By Nickey Mannya, Director for Cyber Security and Next Generation Solutions at Westcon-Comstor Southern Africa
South Africa’s schools and universities have quietly become critical pieces of national digital infrastructure, yet they remain among the easiest targets.
It often starts with something small: a student connects their laptop to campus Wi-Fi and clicks on what looks like a routine admin request. A staff member falls for a well-crafted phishing email. A cloud storage bucket is left misconfigured, exposing sensitive research data. Sometimes, the breach isn’t even technical it’s a syndicate impersonating authority figures to trick students or educators into opening the door.
From where we sit in the channel, we see these incidents unfold repeatedly. And while every breach looks different, the root causes are often the same: open environments, fragmented governance, and misaligned stakeholders.
The Open Door Problem
Unlike corporate networks, education environments are open by design. They’re built to enable collaboration and mobility, not to enforce tight control. Students bring multiple unmanaged devices, faculties run their own systems, and policies vary widely across departments. This openness fuels learning and innovation but it also widens the attack surface.
The result is a layered, inconsistent infrastructure: legacy platforms mix with cloud services, access control is uneven, and network segmentation is often limited. IT teams end up defending a decentralised ecosystem, not a single secure perimeter.
Attackers understand this landscape well. They move through the spaces between how universities operate and how their security is structured. Fragmented governance creates “security islands” that central teams can’t see. Flat network architectures and uneven identity controls make lateral movement easy once they’re inside often through a single compromised device.
Additionally, the stakeholders responsible for securing education don’t always align. Universities prioritise openness and autonomy. Vendors bring powerful technologies often designed for centralised corporate environments. The channel understands both worlds but is not always strategically integrated. Too often, each group operates in its own lane, leaving critical gaps between policy, technology, and execution.

The CSIR’s National Cybersecurity Survey reinforces this reality: weak identity management and skills shortages remain persistent vulnerabilities. But the deeper issue is how attackers exploit the spaces between people, systems, and responsibilities. Closing those spaces requires coordination and strategy not just tools.
Closing the Gaps
Universities are now integral to the country’s critical digital infrastructure, and we cannot continue to apply corporate security thinking in academic environments and expect it to be effective. Closing these gaps means more than investing in new technology, it requires alignment between universities, vendors, and the channel.
For university leadership, cybersecurity must move from the sidelines into institutional strategy and governance. Faculties can’t operate as isolated digital islands forever. Clear baselines, federated governance, and a shared view of risk are essential. For vendors, it’s time to adapt solutions to real education dynamics. One-size-fits-all won’t work. Products must support decentralised environments, not fight them.
And for the channel, this is where we can truly make a difference. We understand both worlds , namely vendor capabilities and the messy, real-world networks of education. We can translate technology into strategies that fit the environment, not the other way around. That means structured risk assessments across different faculties, realistic simulations that reflect how people actually use systems, and integrated architectures that give visibility without shutting the doors that education depends on.
This is where distributors like Westcon-Comstor play a crucial role, which is connecting IT channel partners with leading cybersecurity vendors and enabling them to give institutions the tools, solutions, and expertise they need to build layered defences and test their readiness proactively. This is how a shared playbook takes shape, not by retrofitting corporate models, but by designing security for the realities of education.
Cybersecurity, ignore it at your own peril
Education networks carry research, intellectual capital, and the personal data of millions. Protecting them means protecting trust, knowledge, and national capability.
The open-door nature of education isn’t going away. What must change is how we organise to defend them. Universities, vendors, and the channel each bring something essential. Only together can we close the spaces attackers exploit and build the resilience these institutions deserve. The decision isn’t for later, it’s for now.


*WHAT IS BEING ASKED*:
Copy out every line of the records in which "Візит" can be found.

================================

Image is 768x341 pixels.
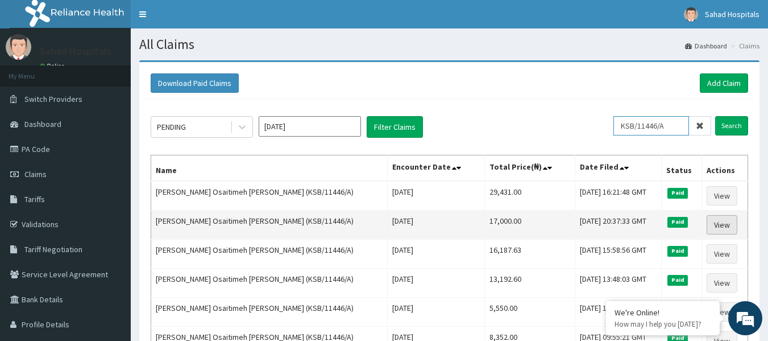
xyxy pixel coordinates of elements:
span: Sahad Hospitals [705,9,760,19]
td: [DATE] [388,210,485,239]
span: Tariff Negotiation [24,244,82,254]
a: Add Claim [700,73,748,93]
td: [DATE] 15:58:56 GMT [575,239,662,268]
td: [PERSON_NAME] Osaitimeh [PERSON_NAME] (KSB/11446/A) [151,268,388,297]
td: 5,550.00 [485,297,575,326]
td: [PERSON_NAME] Osaitimeh [PERSON_NAME] (KSB/11446/A) [151,239,388,268]
span: Claims [24,169,47,179]
input: Search [715,116,748,135]
th: Date Filed [575,155,662,181]
td: 17,000.00 [485,210,575,239]
td: [PERSON_NAME] Osaitimeh [PERSON_NAME] (KSB/11446/A) [151,181,388,210]
button: Download Paid Claims [151,73,239,93]
td: 29,431.00 [485,181,575,210]
li: Claims [728,41,760,51]
td: [DATE] 16:21:48 GMT [575,181,662,210]
span: Dashboard [24,119,61,129]
a: View [707,302,737,321]
th: Encounter Date [388,155,485,181]
p: How may I help you today? [615,319,711,329]
td: [DATE] 20:37:33 GMT [575,210,662,239]
th: Name [151,155,388,181]
td: [PERSON_NAME] Osaitimeh [PERSON_NAME] (KSB/11446/A) [151,210,388,239]
td: [DATE] [388,297,485,326]
a: View [707,244,737,263]
input: Select Month and Year [259,116,361,136]
td: [DATE] 13:36:10 GMT [575,297,662,326]
th: Status [662,155,702,181]
a: View [707,273,737,292]
span: We're online! [66,100,157,214]
td: [DATE] [388,239,485,268]
th: Actions [702,155,748,181]
td: 16,187.63 [485,239,575,268]
input: Search by HMO ID [613,116,689,135]
td: 13,192.60 [485,268,575,297]
p: Sahad Hospitals [40,46,111,56]
td: [DATE] [388,181,485,210]
a: Dashboard [685,41,727,51]
a: View [707,215,737,234]
span: Paid [668,275,688,285]
img: User Image [684,7,698,22]
span: Paid [668,188,688,198]
button: Filter Claims [367,116,423,138]
img: d_794563401_company_1708531726252_794563401 [21,57,46,85]
img: User Image [6,34,31,60]
div: PENDING [157,121,186,132]
td: [DATE] 13:48:03 GMT [575,268,662,297]
a: View [707,186,737,205]
span: Paid [668,246,688,256]
div: Minimize live chat window [186,6,214,33]
td: [PERSON_NAME] Osaitimeh [PERSON_NAME] (KSB/11446/A) [151,297,388,326]
th: Total Price(₦) [485,155,575,181]
span: Tariffs [24,194,45,204]
a: Online [40,62,67,70]
div: Chat with us now [59,64,191,78]
div: We're Online! [615,307,711,317]
h1: All Claims [139,37,760,52]
span: Paid [668,217,688,227]
span: Switch Providers [24,94,82,104]
td: [DATE] [388,268,485,297]
textarea: Type your message and hit 'Enter' [6,223,217,263]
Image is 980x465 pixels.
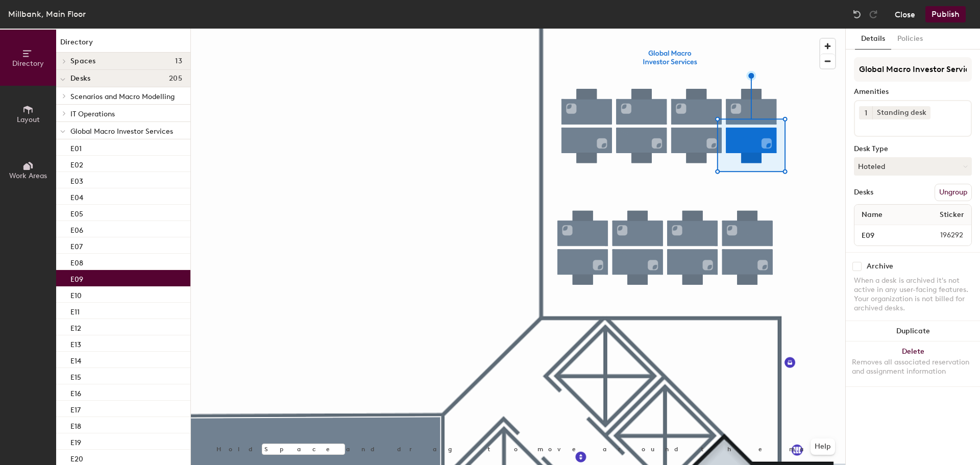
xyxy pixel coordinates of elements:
[856,228,916,242] input: Unnamed desk
[56,37,190,52] h1: Directory
[70,402,81,414] p: E17
[70,75,90,83] span: Desks
[868,9,878,19] img: Redo
[854,145,972,153] div: Desk Type
[70,223,83,234] p: E06
[8,7,86,21] div: Millbank, Main Floor
[70,386,81,398] p: E16
[891,29,929,50] button: Policies
[70,337,81,349] p: E13
[854,88,972,96] div: Amenities
[70,57,96,65] span: Spaces
[70,418,81,430] p: E18
[70,288,81,300] p: E10
[916,230,969,241] span: 196292
[856,206,888,224] span: Name
[855,29,891,50] button: Details
[169,75,182,83] span: 205
[70,92,175,101] span: Scenarios and Macro Modelling
[872,106,930,119] div: Standing desk
[70,190,83,202] p: E04
[852,9,862,19] img: Undo
[934,183,972,201] button: Ungroup
[13,59,44,68] span: Directory
[70,206,83,218] p: E05
[70,174,83,186] p: E03
[9,172,47,180] span: Work Areas
[70,321,81,333] p: E12
[854,276,972,313] div: When a desk is archived it's not active in any user-facing features. Your organization is not bil...
[854,189,873,197] div: Desks
[854,157,972,175] button: Hoteled
[925,6,965,22] button: Publish
[70,127,173,136] span: Global Macro Investor Services
[852,358,974,376] div: Removes all associated reservation and assignment information
[70,240,83,251] p: E07
[845,321,980,342] button: Duplicate
[70,157,83,169] p: E02
[70,305,80,316] p: E11
[865,108,867,118] span: 1
[867,262,893,271] div: Archive
[70,370,81,381] p: E15
[859,106,872,119] button: 1
[70,256,83,268] p: E08
[895,6,915,22] button: Close
[845,342,980,386] button: DeleteRemoves all associated reservation and assignment information
[811,438,835,455] button: Help
[175,57,182,65] span: 13
[70,353,81,365] p: E14
[70,141,81,153] p: E01
[934,206,969,224] span: Sticker
[70,435,81,447] p: E19
[70,109,115,118] span: IT Operations
[70,452,83,464] p: E20
[70,272,83,284] p: E09
[17,115,40,124] span: Layout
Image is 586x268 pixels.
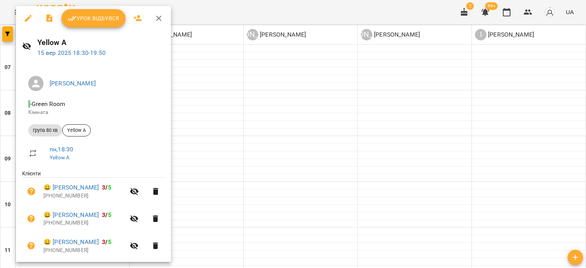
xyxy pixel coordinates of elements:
a: Yellow A [50,155,69,161]
b: / [102,211,111,219]
a: 😀 [PERSON_NAME] [44,211,99,220]
p: [PHONE_NUMBER] [44,247,125,255]
button: Візит ще не сплачено. Додати оплату? [22,182,40,201]
div: Yellow A [62,124,91,137]
p: [PHONE_NUMBER] [44,192,125,200]
span: група 80 хв [28,127,62,134]
a: [PERSON_NAME] [50,80,96,87]
span: 3 [102,184,105,191]
span: 3 [102,211,105,219]
p: Кімната [28,109,159,116]
p: [PHONE_NUMBER] [44,220,125,227]
b: / [102,239,111,246]
button: Візит ще не сплачено. Додати оплату? [22,210,40,228]
span: 3 [102,239,105,246]
span: - Green Room [28,100,67,108]
span: 5 [108,239,111,246]
b: / [102,184,111,191]
button: Урок відбувся [61,9,126,27]
h6: Yellow A [37,37,165,48]
button: Візит ще не сплачено. Додати оплату? [22,237,40,255]
a: 😀 [PERSON_NAME] [44,183,99,192]
span: 5 [108,184,111,191]
span: Урок відбувся [68,14,119,23]
span: 5 [108,211,111,219]
a: 😀 [PERSON_NAME] [44,238,99,247]
a: 15 вер 2025 18:30-19:50 [37,49,106,56]
a: пн , 18:30 [50,146,73,153]
span: Yellow A [63,127,90,134]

================================

*ANSWER TO THE EXERCISE*:
button: Візит ще не сплачено. Додати оплату? [22,182,40,201]
button: Візит ще не сплачено. Додати оплату? [22,210,40,228]
button: Візит ще не сплачено. Додати оплату? [22,237,40,255]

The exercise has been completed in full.